Besides that though, I don't see how clang's sanitizers can help with rust code? Aren't those kinds of analyses rather PL-specific?
That reminds me: stack overflows are one common source of segfaults in safe code, as the part of the rust runtime which detects them and translates them into aborts is not yet bullet-proof.
A debugger backtrace would tell you immediately if that is the issue, but if that is not available, another way is to adjust your OS' stack size limit and check if it affects program behaviour (not sure how that is done on OSX).
Beyond that, well, since a segfault is a thin abstraction of a CPU fault, it can mean many other things: invalid instructions (e.g. use of a vector instruction set which is inappropriate for the host machine), memory safety bug in some other code that you are indirectly using...
Good idea! In fact, I think this may have been a critical insight in understanding issue.
I went back to rustc 1.25.0-nightly (616b66dca 2018-02-02) and added the various now-stablish feature attributes back in.
Then I compiled again, and bingo, my REPL works as it should.
I think that from this we can conclude it's a rustc issue.

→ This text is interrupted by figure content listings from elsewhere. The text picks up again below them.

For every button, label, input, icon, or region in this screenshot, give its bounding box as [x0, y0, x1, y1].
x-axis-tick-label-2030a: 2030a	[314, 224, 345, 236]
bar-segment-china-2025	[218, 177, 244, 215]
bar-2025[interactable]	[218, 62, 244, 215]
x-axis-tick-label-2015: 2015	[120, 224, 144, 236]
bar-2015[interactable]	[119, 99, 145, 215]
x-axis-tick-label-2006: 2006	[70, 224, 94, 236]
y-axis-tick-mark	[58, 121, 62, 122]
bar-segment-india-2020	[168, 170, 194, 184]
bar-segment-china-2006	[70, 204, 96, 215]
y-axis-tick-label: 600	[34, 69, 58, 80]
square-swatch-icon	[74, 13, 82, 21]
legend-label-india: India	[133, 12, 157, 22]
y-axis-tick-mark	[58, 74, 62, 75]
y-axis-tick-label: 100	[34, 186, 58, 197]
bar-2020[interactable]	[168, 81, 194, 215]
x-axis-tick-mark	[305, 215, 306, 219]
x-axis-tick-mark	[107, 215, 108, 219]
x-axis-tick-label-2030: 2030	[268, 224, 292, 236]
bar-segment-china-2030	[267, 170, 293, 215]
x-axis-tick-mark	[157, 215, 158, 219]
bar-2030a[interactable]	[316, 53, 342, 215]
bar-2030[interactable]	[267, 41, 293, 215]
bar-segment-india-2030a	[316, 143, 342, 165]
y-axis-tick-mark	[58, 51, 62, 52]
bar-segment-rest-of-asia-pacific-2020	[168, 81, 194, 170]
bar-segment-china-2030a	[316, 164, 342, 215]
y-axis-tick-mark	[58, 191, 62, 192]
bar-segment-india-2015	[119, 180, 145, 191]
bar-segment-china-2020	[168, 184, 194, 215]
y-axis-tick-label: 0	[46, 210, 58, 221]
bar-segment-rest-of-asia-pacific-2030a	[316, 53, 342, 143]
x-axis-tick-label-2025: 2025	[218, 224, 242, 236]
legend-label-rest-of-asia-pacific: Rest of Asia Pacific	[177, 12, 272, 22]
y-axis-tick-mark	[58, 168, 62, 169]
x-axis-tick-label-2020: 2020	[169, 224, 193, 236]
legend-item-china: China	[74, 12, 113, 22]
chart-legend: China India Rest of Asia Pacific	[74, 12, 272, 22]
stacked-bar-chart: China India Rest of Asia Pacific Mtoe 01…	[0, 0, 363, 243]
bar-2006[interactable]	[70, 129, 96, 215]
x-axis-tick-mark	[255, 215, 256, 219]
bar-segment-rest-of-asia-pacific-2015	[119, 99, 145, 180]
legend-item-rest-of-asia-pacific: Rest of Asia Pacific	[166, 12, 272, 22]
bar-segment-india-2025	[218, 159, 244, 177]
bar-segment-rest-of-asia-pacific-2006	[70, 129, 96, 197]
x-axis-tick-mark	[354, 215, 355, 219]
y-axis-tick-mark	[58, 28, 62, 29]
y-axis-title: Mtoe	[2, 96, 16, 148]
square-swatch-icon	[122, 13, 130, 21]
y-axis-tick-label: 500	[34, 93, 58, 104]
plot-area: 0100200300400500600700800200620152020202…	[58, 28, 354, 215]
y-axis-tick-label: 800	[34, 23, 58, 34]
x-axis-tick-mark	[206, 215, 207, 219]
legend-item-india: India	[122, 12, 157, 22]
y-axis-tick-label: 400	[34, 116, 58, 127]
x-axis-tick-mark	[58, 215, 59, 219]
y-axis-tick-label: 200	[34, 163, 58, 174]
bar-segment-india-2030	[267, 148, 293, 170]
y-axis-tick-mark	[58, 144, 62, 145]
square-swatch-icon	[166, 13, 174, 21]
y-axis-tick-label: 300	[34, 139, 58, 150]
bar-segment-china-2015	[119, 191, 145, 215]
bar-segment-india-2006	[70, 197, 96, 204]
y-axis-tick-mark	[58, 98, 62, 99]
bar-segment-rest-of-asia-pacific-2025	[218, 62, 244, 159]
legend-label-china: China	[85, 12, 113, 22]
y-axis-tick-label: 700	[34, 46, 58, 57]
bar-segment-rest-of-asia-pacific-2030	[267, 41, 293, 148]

But I don't have enough information to even submit a bug report. What exactly is going wrong here? Why do newer rustc versions cause segfaults at all on OS X? And why does it manifest only then?
In order to gain more information, I'd like to do something like a bisect install for the range of rustc versions between 2018-02-02 and now. Is anything like that available in rustup?
There is a utility called rust-bisect that automates some of the process.
Honestly, I myself just do it manually and call rustup override set nightly-YYYY-MM-DD && cargo run with different dates. Unless your project takes forever to build, it's not that tedious, and I'm there to catch anything unexpected (like a "failure" for the wrong reason).
Well, that was eerie -- seeing that date (2018-03-15) reminded me of when I tracked down what was, ultimately not a bug in rustc. It was, ultimately, a bug it the winit crate. Perhaps it's also related to the ! type?
The crate in the issue by palango uses dyld, a library that provides a neat way to load a dynamic library. My crate has no need for this feature at the moment.
It also manages to produce a backtrace, something my binary doesn't do when it segfaults.
My crate doesn't use !, at least not directly.
My crate doesn't use any unsafe code directly.
The Cargo.lock of my crate hasn't changed during e.g. the bisection I performed earlier.
FTR, other than point 5 I do not know which of these differences are significant and which are not.
Given the list above, if this issue turns out not to be a rustc bug then the segfault would very likely originate in a (transient) dependency of my crate. And in that case, I would look at the regex crate again (see one of my earlier posts).